Mr. DONAHUE. That is exactly correct.

Mr. GRIFFIN. So that if a person in Timbuctoo or California wants to check the information in the file for his area, he would have to come to Washington and ask you for permission to look in your file; is that correct?

Mr. DONAHUE. Well, if he wanted to see our file, that is so; but I would like to say this. We have many situations of confusion understandably arising under this statute as to what is a prevailing rate, and where it is insisted within a locality that the wage rate is different from what we are fixing, it is not infrequent that we send somebody right to the spot to find out. And we have done that time and again to perfect our information. Both of us cannot be right; in other words, let us find out what the facts are here.

Mr. ROOSEVELT. Mr. Griffin has brought up a point on which I would like to get some information.

If somebody, in deference to my friend Mr. Martin, wants this information, he must come to Washington. And is there not some possible consideration to be given to the maintenance of the Department's information in slightly more regional areas than Washington is? Mr. DONAHUE. I heartily agree with the chairman. I think we should give consideration to any proposal that might improve the access to our information and our ways of determining what prevails. Mr. PUCINSKI. Mr. Chairman?

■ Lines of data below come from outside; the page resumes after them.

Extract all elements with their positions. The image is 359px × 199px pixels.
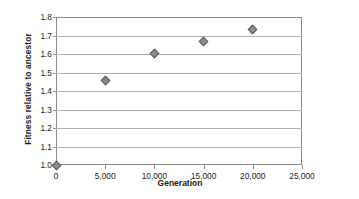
y-tick-mark bbox=[53, 17, 56, 18]
y-axis-title: Fitness relative to ancestor bbox=[23, 9, 33, 169]
x-tick-mark bbox=[154, 165, 155, 169]
y-tick-mark bbox=[53, 54, 56, 55]
plot-area: 1.01.11.21.31.41.51.61.71.8 05,00010,000… bbox=[56, 17, 302, 165]
data-point-marker bbox=[51, 160, 61, 170]
y-tick-mark bbox=[53, 128, 56, 129]
y-tick-label: 1.1 bbox=[40, 142, 52, 152]
y-tick-label: 1.6 bbox=[40, 49, 52, 59]
y-tick-label: 1.3 bbox=[40, 105, 52, 115]
data-point-marker bbox=[100, 76, 110, 86]
y-tick-label: 1.7 bbox=[40, 31, 52, 41]
y-tick-mark bbox=[53, 110, 56, 111]
y-tick-mark bbox=[53, 147, 56, 148]
gridline bbox=[56, 17, 302, 18]
x-tick-mark bbox=[105, 165, 106, 169]
y-tick-mark bbox=[53, 36, 56, 37]
y-tick-label: 1.4 bbox=[40, 86, 52, 96]
y-tick-mark bbox=[53, 91, 56, 92]
gridline bbox=[56, 36, 302, 37]
chart-figure: Fitness relative to ancestor 1.01.11.21.… bbox=[0, 0, 359, 199]
x-tick-mark bbox=[302, 165, 303, 169]
y-tick-label: 1.2 bbox=[40, 123, 52, 133]
y-tick-label: 1.8 bbox=[40, 12, 52, 22]
gridline bbox=[56, 91, 302, 92]
gridline bbox=[56, 147, 302, 148]
data-point-marker bbox=[248, 25, 258, 35]
x-axis-line bbox=[56, 164, 302, 165]
gridline bbox=[56, 54, 302, 55]
data-point-marker bbox=[149, 48, 159, 58]
y-tick-mark bbox=[53, 73, 56, 74]
y-tick-label: 1.5 bbox=[40, 68, 52, 78]
gridline bbox=[56, 110, 302, 111]
gridline bbox=[56, 73, 302, 74]
x-tick-mark bbox=[204, 165, 205, 169]
data-point-marker bbox=[199, 37, 209, 47]
x-axis-title: Generation bbox=[55, 178, 305, 188]
gridline bbox=[56, 128, 302, 129]
x-tick-mark bbox=[253, 165, 254, 169]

Mr. ROOSEVELT. Mr. Griffin has the floor. Will you yield?
Mr. GRIFFIN. Yes.

Mr. PUCINSKI. I wonder if for my own personal information you would tell us just what did happen on that inquiry by Judge Smith. Mr. DONAHUE. Yes, I will, Mr. Pucinski. We looked into it, and we found out that the wage determiner had placed, as Judge Smith had told me, a negotiated Washington rate there; and when that was told me, I said: "I don't believe that the negotiated Washington rate prevails for industrial and commercial construction in Prince William County," where this was. So we sent a man out to make a survey, and he found that to be true, with one exception, and that exception was down in the corner of the county, where there was a steam plant being built for the Virginia Electric Power Co., and there were some union wage rates on that job.

We weighted them into the picture, and we got something that was perhaps a little different from the normal nonnegotiated rate, but which had to take into account the workers who were being employed in that county on that other job.

That was the result.

Mr. PUCINSKI. Did you change your wage determination?
Mr. DONAHUE. We changed the wage rates accordingly.
Mr. PUCINSKI. Downward?

Mr. DONAHUE. Downward; that is correct.

Mr. PUCINSKI. Now, has this same experience occurred in other wage determinations where someone not quite as influential as the good Judge Smith had called your attention to perhaps some factor that you were not aware of? And have you changed your determinations downward in other instances?

Mr. DONAHUE. Frequently and repeatedly; where we have found that we have made mistakes, we change it both downward and upward, depending on the kind of information which we have received.